All emojis
Emojis (from Japanese ็ตตๆๅญ, meaning 'picture character') are Unicode pictographs that can be used in any text, just like regular letters and numbers. They are standardized by the Unicode Consortium and work across all modern operating systems, browsers and applications.
Key features of emojis:
For HTML-encoded special characters like Greek letters (ฮผ), arrows (โ) and quotes (ยซยป), see the HTML character map.

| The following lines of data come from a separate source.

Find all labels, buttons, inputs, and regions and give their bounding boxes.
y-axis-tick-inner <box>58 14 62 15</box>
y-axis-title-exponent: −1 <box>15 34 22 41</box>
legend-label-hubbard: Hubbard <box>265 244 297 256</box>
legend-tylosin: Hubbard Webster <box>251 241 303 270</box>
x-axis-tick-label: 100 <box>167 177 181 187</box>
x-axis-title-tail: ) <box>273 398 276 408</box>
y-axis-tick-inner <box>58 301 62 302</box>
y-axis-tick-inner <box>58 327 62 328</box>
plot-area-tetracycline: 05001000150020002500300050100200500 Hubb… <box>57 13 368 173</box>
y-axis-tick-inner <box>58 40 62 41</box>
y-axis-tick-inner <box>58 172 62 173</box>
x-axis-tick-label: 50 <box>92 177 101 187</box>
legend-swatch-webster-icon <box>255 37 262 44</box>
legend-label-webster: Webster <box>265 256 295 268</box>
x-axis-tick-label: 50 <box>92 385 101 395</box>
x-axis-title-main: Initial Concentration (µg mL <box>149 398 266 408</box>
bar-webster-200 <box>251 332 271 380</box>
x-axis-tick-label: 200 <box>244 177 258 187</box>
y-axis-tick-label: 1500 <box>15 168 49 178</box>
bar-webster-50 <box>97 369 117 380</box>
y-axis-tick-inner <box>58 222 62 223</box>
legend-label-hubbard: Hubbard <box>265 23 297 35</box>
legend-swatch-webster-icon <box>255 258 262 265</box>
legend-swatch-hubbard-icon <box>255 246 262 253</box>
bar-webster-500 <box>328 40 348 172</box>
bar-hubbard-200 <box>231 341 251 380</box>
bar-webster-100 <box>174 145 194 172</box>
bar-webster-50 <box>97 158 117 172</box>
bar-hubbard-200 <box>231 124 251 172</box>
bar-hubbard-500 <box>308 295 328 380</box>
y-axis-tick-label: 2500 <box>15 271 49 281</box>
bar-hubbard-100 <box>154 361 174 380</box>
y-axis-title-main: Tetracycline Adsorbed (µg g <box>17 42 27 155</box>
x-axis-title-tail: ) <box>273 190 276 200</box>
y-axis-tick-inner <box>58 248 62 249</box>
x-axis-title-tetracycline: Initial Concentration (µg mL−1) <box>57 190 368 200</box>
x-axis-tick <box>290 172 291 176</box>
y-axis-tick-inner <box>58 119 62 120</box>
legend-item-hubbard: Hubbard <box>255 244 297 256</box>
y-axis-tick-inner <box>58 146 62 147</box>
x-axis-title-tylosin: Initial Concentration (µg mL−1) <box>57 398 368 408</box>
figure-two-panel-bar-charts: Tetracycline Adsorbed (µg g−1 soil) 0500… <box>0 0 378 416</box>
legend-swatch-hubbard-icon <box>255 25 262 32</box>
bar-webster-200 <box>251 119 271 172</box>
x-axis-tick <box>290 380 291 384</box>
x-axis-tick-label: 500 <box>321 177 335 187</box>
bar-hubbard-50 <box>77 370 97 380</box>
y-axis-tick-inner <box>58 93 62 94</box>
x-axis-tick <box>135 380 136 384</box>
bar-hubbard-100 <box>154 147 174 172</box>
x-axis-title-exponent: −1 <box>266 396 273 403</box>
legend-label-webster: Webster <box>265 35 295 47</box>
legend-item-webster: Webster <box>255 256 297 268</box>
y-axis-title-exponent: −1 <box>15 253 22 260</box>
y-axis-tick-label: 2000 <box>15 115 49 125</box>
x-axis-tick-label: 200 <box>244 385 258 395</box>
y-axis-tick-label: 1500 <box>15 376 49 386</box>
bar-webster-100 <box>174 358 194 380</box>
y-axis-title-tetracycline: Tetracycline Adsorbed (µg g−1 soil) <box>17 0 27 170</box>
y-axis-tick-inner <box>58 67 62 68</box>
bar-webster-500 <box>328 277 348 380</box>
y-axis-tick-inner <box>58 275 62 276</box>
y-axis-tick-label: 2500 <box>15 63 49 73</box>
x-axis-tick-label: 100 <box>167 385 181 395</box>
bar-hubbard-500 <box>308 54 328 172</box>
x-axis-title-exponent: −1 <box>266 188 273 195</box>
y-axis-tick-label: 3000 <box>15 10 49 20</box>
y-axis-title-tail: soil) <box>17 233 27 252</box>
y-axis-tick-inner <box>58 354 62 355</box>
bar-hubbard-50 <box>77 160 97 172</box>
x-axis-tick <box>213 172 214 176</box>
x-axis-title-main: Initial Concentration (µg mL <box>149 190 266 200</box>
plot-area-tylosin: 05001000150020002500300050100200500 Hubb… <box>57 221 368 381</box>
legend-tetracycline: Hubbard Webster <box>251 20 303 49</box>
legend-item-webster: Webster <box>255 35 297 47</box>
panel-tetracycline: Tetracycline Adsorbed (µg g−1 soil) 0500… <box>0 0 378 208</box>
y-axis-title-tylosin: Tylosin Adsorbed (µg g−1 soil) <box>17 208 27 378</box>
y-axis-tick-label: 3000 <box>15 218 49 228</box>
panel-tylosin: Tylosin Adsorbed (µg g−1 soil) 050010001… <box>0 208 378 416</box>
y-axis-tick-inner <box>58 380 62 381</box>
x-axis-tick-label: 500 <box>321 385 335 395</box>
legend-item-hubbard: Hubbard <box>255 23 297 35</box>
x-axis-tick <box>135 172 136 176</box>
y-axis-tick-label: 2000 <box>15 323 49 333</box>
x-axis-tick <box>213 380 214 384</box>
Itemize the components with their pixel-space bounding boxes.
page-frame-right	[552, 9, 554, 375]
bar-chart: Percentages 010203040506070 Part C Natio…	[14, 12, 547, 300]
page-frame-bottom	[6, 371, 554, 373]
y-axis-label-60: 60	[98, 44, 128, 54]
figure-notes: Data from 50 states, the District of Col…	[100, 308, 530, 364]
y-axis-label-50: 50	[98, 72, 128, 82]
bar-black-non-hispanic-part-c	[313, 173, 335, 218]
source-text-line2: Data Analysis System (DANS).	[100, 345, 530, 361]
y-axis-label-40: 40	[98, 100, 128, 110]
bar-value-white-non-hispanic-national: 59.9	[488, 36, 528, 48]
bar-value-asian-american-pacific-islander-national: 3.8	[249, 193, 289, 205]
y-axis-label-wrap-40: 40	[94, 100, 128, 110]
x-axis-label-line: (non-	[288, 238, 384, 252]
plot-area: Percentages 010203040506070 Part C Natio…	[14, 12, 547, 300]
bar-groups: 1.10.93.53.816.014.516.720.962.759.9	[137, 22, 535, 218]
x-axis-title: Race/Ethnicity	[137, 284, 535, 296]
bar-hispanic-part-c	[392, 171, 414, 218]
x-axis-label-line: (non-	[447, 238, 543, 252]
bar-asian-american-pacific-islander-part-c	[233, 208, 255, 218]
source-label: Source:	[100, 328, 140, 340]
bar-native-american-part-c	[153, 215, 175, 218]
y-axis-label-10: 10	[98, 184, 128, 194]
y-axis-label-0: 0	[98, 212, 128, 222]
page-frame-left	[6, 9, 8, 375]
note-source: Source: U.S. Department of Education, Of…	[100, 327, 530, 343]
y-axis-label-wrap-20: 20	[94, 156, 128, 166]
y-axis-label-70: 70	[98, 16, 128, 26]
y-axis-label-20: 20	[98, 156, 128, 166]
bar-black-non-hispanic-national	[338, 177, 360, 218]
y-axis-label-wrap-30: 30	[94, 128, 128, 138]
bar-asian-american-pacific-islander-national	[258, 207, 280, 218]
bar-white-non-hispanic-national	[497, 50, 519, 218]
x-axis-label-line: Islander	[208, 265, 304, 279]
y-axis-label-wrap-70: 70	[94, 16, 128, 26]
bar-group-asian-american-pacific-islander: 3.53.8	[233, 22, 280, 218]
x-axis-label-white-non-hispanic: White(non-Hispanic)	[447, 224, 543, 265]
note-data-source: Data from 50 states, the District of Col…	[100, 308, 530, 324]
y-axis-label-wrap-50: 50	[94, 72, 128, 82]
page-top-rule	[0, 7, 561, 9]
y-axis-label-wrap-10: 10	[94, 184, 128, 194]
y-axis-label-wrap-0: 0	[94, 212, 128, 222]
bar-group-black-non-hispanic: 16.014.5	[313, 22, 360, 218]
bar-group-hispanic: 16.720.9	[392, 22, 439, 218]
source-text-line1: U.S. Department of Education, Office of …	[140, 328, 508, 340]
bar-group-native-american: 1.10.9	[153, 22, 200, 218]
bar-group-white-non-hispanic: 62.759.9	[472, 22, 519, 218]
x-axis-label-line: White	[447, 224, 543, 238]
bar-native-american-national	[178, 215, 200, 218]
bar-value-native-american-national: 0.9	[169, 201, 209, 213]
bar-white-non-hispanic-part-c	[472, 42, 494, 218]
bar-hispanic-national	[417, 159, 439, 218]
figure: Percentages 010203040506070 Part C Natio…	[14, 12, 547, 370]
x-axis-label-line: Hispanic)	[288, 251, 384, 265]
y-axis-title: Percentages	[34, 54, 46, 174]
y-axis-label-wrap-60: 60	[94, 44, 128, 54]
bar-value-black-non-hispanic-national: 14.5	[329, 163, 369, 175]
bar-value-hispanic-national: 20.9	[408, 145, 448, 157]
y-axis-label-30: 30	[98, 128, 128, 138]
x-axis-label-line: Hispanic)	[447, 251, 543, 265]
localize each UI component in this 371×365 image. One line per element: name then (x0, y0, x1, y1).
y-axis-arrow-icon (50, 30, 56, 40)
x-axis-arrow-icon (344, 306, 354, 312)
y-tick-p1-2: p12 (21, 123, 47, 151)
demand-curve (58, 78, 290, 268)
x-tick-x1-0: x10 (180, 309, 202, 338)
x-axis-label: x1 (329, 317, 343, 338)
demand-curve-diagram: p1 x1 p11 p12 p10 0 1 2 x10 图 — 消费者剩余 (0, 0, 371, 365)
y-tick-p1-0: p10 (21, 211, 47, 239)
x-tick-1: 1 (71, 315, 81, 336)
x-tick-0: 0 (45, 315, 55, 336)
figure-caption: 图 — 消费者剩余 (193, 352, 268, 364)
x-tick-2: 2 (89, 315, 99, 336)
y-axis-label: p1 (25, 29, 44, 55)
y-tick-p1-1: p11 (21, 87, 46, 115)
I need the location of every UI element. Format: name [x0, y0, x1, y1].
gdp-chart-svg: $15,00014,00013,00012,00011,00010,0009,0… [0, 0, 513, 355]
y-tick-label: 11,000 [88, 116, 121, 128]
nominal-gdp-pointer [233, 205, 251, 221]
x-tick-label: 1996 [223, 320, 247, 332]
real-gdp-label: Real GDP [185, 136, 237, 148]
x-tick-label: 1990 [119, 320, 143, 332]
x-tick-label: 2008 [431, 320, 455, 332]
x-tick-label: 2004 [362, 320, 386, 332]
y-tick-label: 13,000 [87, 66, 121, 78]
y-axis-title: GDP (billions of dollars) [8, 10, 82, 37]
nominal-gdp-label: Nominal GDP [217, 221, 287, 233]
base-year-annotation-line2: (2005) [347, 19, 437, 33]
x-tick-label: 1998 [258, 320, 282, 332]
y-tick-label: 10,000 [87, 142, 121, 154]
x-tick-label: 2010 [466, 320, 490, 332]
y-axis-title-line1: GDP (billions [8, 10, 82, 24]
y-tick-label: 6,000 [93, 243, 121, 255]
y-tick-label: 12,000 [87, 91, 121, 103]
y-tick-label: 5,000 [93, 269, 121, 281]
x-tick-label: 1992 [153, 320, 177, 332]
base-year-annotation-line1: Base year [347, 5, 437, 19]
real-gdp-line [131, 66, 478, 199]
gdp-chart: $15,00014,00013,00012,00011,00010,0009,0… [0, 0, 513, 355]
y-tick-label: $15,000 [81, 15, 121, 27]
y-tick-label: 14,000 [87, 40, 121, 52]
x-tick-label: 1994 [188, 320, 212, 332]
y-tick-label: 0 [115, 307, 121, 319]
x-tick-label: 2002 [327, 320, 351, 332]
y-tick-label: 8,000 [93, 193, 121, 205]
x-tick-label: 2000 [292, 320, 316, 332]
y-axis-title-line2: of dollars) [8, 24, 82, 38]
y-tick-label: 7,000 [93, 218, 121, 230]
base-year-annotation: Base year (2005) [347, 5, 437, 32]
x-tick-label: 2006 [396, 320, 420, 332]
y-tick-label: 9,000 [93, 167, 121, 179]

Find emojis by typing keywords like "smile", "heart", "flag" or "animal". Popular searches: arrows • clocks • country flags • fruits • games • phones • hearts • faces or browse random emojis
pinching hand: medium-dark skin tone
call me hand: light skin tone
foot: medium-dark skin tone
deaf man: light skin tone
health worker: medium-light skin tone
scientist: medium-light skin tone
detective: medium skin tone
woman detective: dark skin tone
person with veil: light skin tone
man elf: light skin tone
woman with white cane: dark skin tone
man in motorized wheelchair
women with bunny ears: medium skin tone
man climbing: dark skin tone
woman climbing: medium skin tone
man lifting weights: light skin tone
kiss: woman, man, medium-light skin tone
kiss: woman, woman, medium-light skin tone, medium-dark skin tone
couple with heart: medium-light skin tone
moon cake
convenience store
shorts
key
Aries
Copy and paste: Click on any emoji to see its details, then copy the character or code you need.
In HTML: Use the Unicode codepoint like 😀 or paste the emoji directly.
😀
In URLs: Use the URL-encoded version like %F0%9F%98%80 for query parameters.
%F0%9F%98%80
In domain names: Use punycode encoding for emoji domains (e.g., ๐ฉ.la becomes xn--ls8h.la).